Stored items
= = =

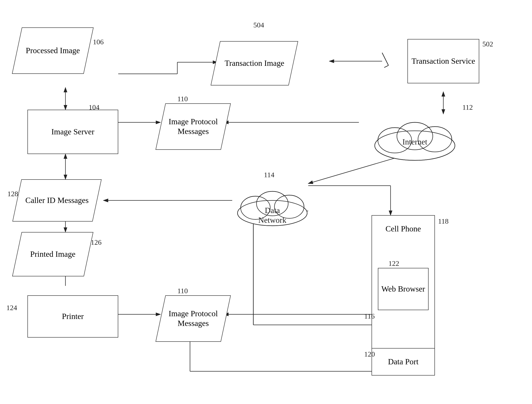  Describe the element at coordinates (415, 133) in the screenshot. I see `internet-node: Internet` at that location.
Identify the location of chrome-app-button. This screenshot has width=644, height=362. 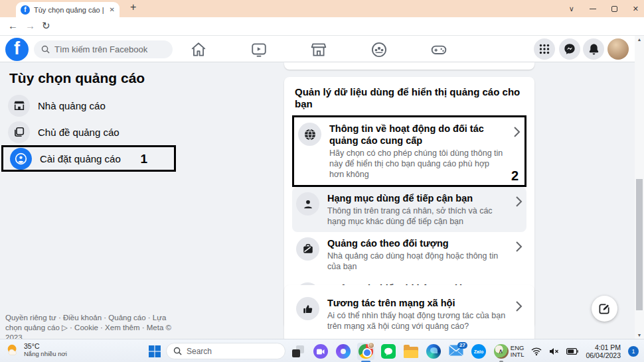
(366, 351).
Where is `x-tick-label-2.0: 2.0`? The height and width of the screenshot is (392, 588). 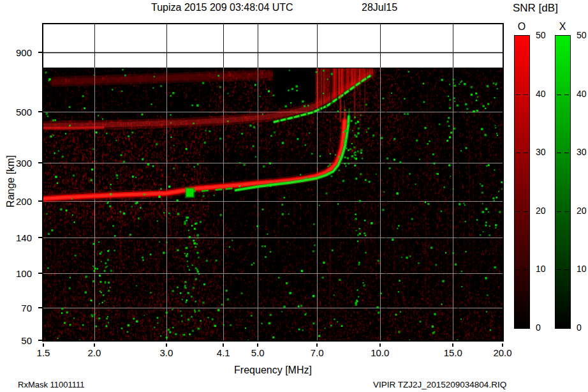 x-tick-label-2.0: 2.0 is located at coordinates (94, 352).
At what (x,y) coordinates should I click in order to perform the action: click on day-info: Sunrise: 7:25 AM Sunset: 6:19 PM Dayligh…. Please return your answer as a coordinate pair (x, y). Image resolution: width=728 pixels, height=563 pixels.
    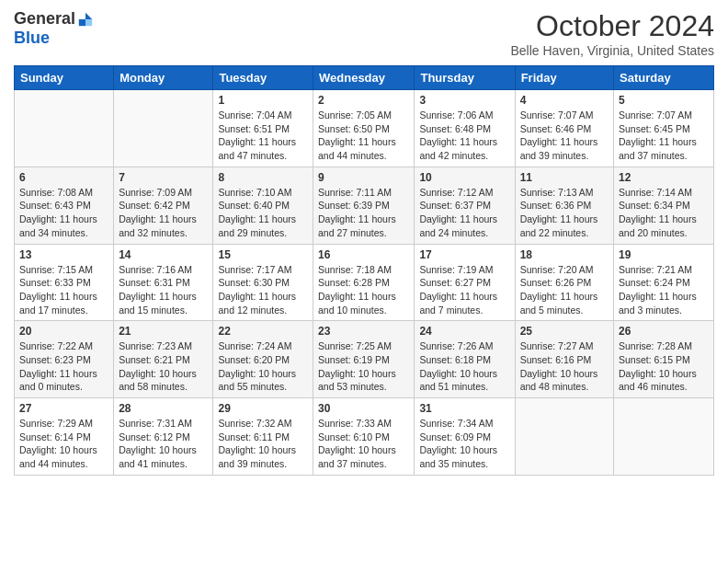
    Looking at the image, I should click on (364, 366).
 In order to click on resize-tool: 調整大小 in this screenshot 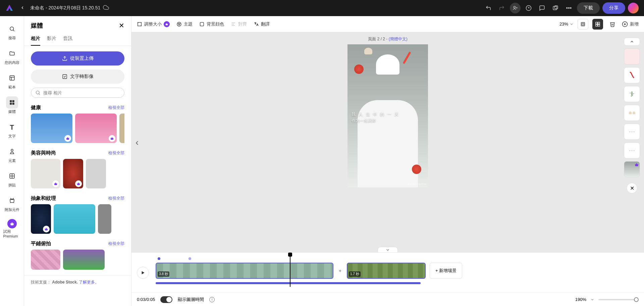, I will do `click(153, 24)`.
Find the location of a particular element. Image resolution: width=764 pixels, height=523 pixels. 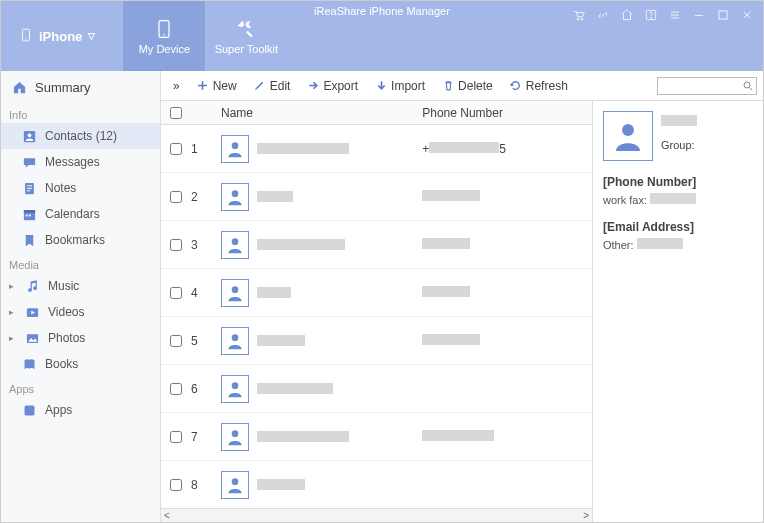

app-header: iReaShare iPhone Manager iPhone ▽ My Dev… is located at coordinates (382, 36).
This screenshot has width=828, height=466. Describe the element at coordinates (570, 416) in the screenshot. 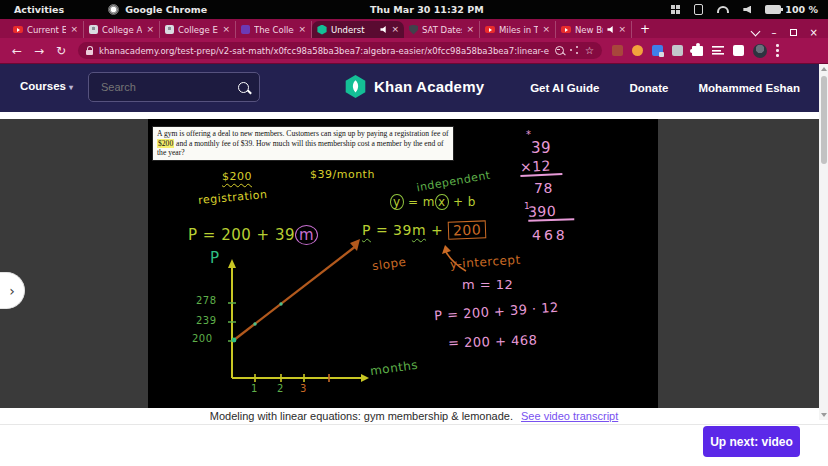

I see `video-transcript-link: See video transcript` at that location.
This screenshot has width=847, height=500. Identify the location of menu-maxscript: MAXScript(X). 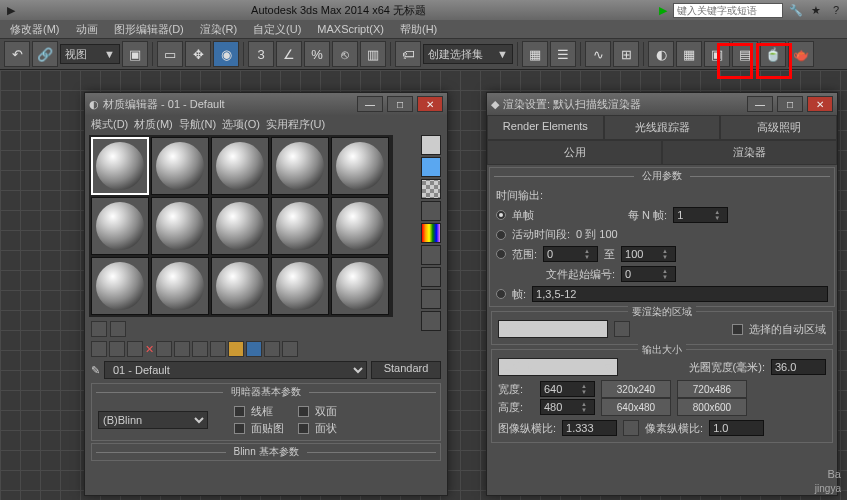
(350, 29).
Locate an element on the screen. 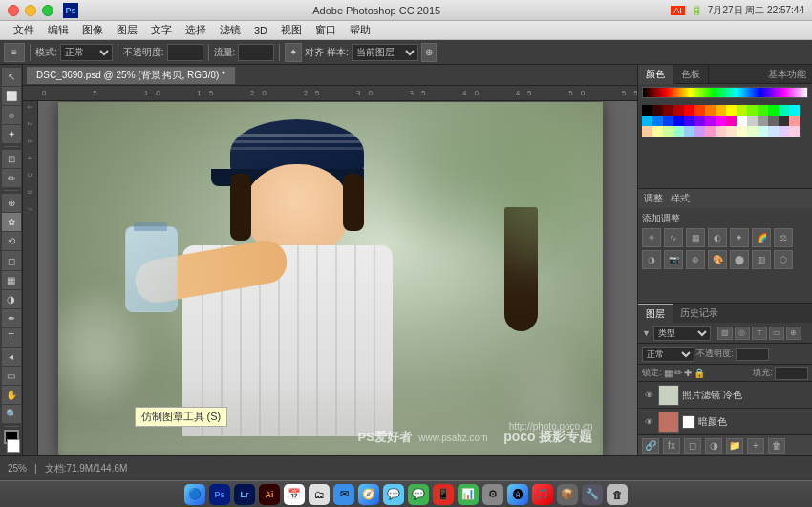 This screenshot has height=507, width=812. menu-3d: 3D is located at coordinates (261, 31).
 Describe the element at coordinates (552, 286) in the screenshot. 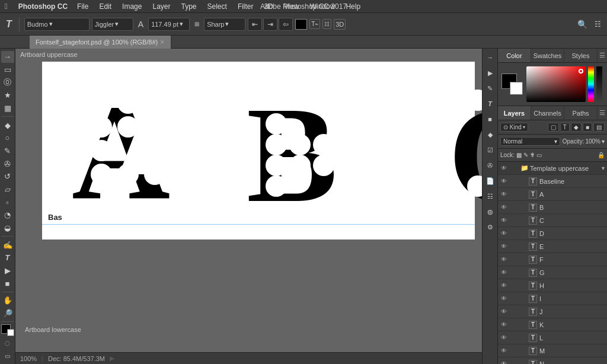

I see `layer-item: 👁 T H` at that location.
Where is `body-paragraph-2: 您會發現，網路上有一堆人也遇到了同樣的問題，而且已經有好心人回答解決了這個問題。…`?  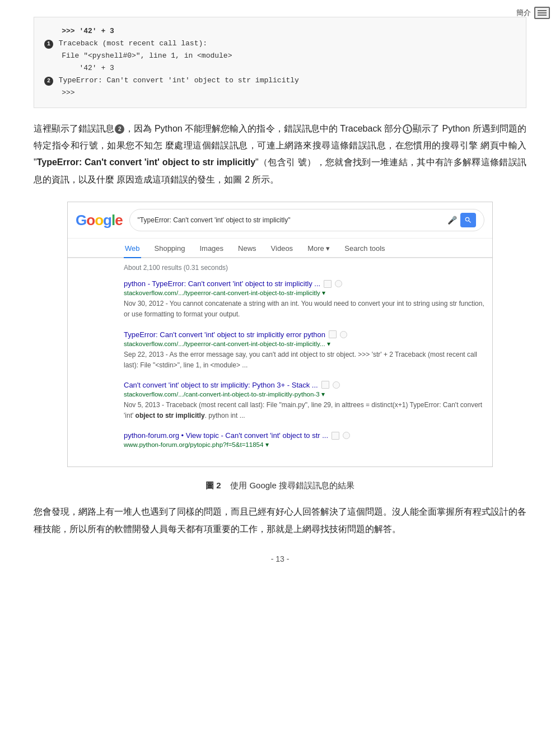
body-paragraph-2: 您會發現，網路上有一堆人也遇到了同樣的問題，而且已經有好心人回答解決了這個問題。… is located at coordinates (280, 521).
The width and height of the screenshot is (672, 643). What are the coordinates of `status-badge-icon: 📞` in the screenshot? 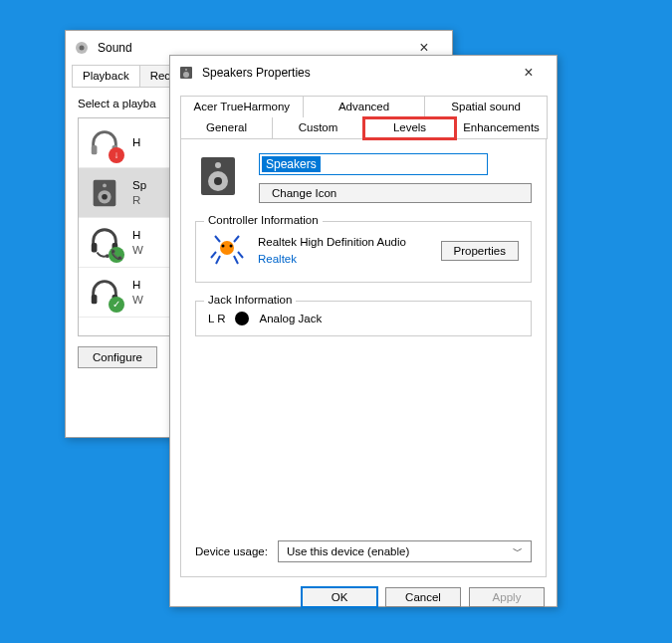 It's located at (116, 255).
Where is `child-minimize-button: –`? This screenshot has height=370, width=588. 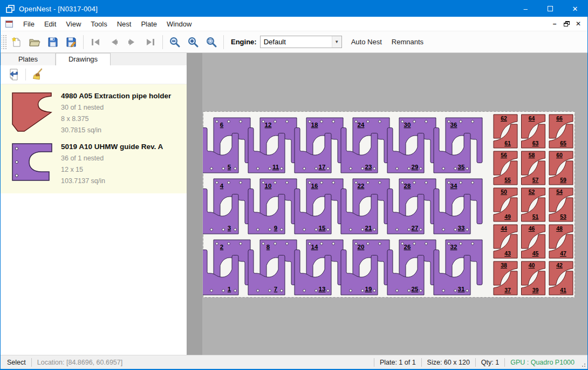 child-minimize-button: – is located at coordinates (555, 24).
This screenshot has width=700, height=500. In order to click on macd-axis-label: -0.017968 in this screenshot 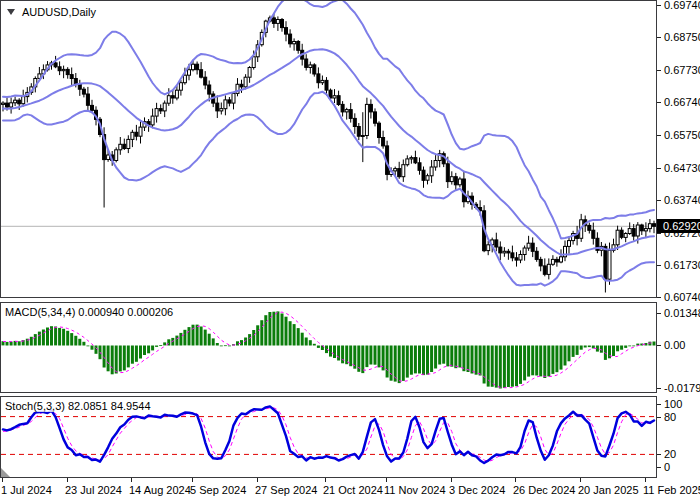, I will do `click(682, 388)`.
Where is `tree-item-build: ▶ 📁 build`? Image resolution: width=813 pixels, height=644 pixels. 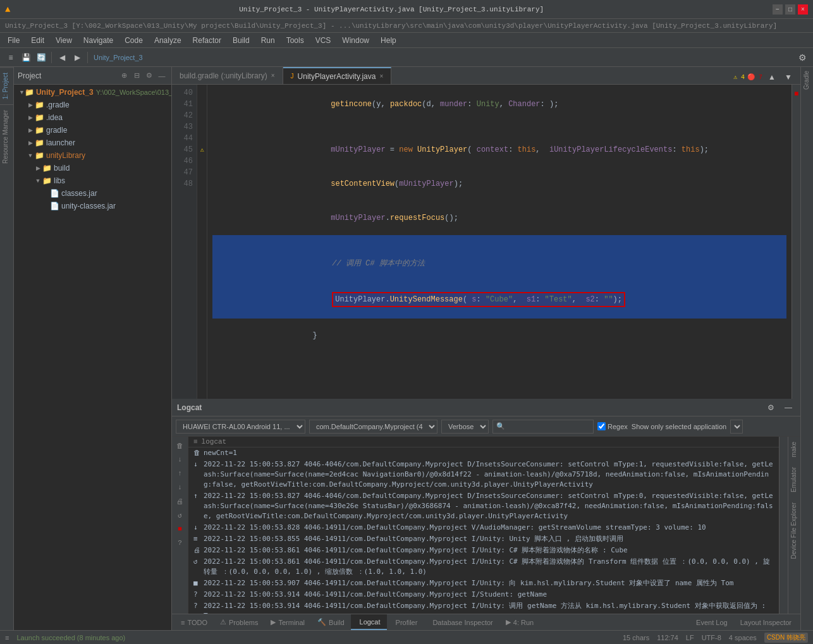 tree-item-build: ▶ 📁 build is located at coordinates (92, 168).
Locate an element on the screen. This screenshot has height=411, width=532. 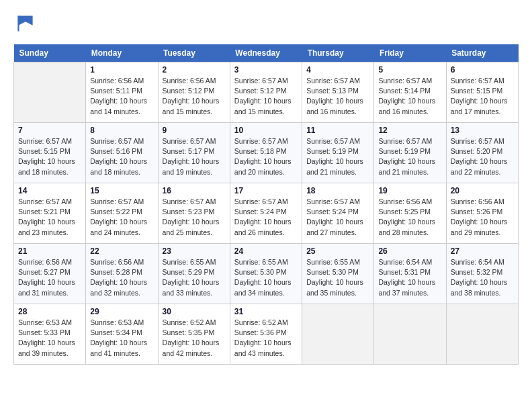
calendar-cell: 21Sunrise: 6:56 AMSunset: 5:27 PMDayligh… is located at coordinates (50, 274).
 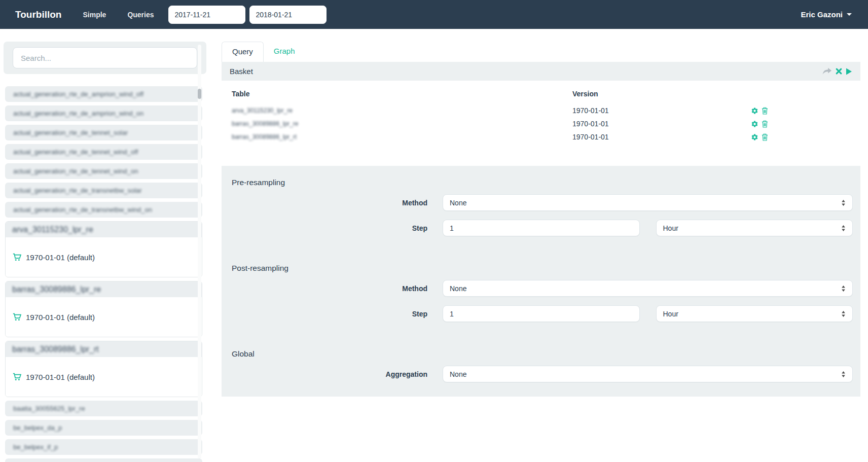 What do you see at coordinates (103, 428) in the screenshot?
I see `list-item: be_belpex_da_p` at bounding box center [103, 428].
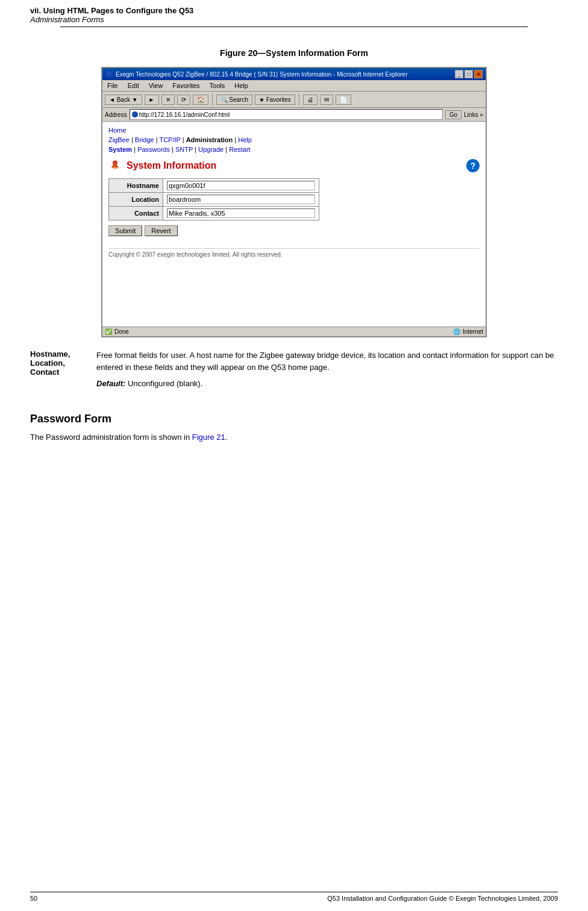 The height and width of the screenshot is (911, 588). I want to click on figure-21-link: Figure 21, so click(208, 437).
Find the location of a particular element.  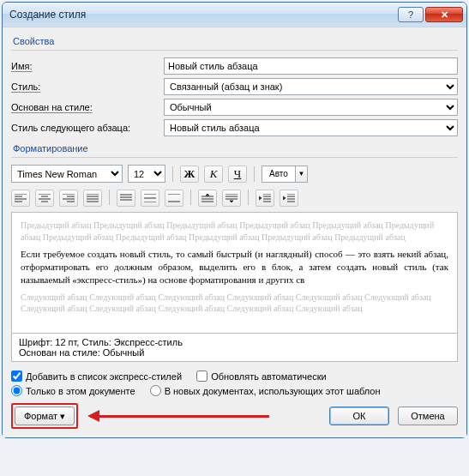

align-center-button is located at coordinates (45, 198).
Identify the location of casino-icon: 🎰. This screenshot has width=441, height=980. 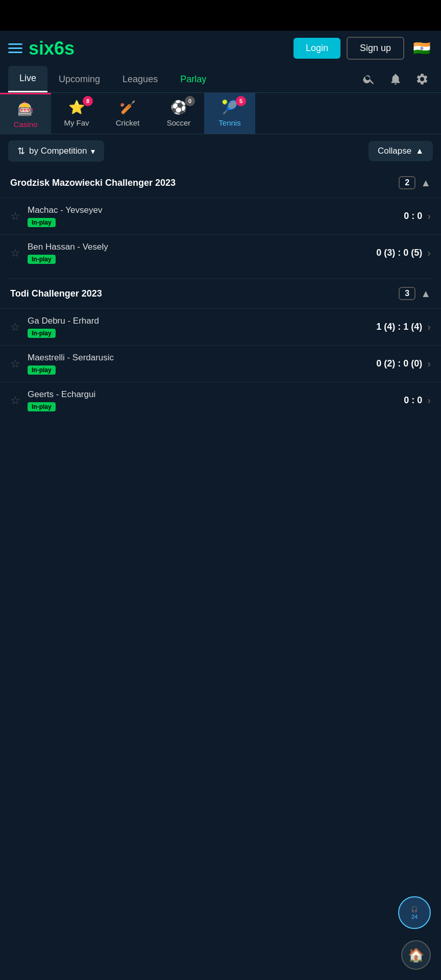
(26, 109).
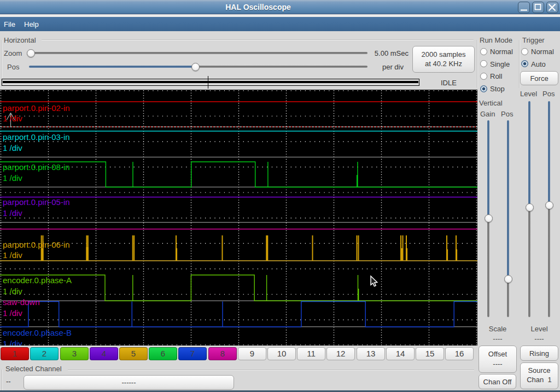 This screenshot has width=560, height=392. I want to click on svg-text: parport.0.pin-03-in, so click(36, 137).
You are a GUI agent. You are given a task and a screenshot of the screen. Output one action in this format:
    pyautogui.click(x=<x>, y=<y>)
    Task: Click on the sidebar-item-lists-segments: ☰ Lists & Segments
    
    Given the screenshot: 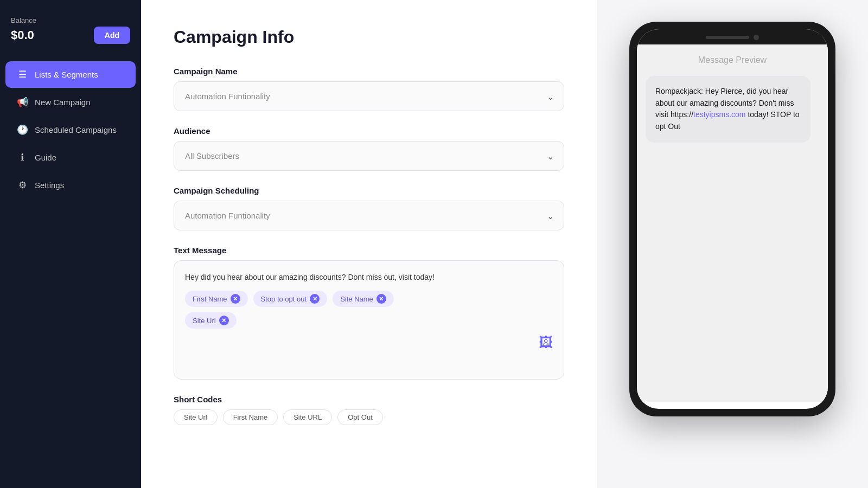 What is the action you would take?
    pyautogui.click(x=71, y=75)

= = =

* HOW TO COMPLETE THIS TASK: Starting with the line that has "Locate an element on the screen. This" and going on through the line that has "Task: Click on", transcribe the records above exactly, but skip the pictures.

* THE COMPLETED TASK:
Locate an element on the screen. This screenshot has height=411, width=532. 
calendar-cell: 21Sunrise: 6:56 AMSunset: 5:27 PMDayligh… is located at coordinates (50, 274).
  What do you see at coordinates (103, 428) in the screenshot?
I see `list-item: be_belpex_da_p` at bounding box center [103, 428].
 The height and width of the screenshot is (911, 588). I want to click on figure-21-link: Figure 21, so click(208, 437).
Find the location of a particular element.  

align-center-button is located at coordinates (45, 198).
Identify the location of casino-icon: 🎰. This screenshot has width=441, height=980. 
(26, 109).
 This screenshot has width=560, height=392. I want to click on svg-text: parport.0.pin-03-in, so click(36, 137).
You are a GUI agent. You are given a task and a screenshot of the screen. Output one action in this format:
    pyautogui.click(x=<x>, y=<y>)
    Task: Click on the sidebar-item-lists-segments: ☰ Lists & Segments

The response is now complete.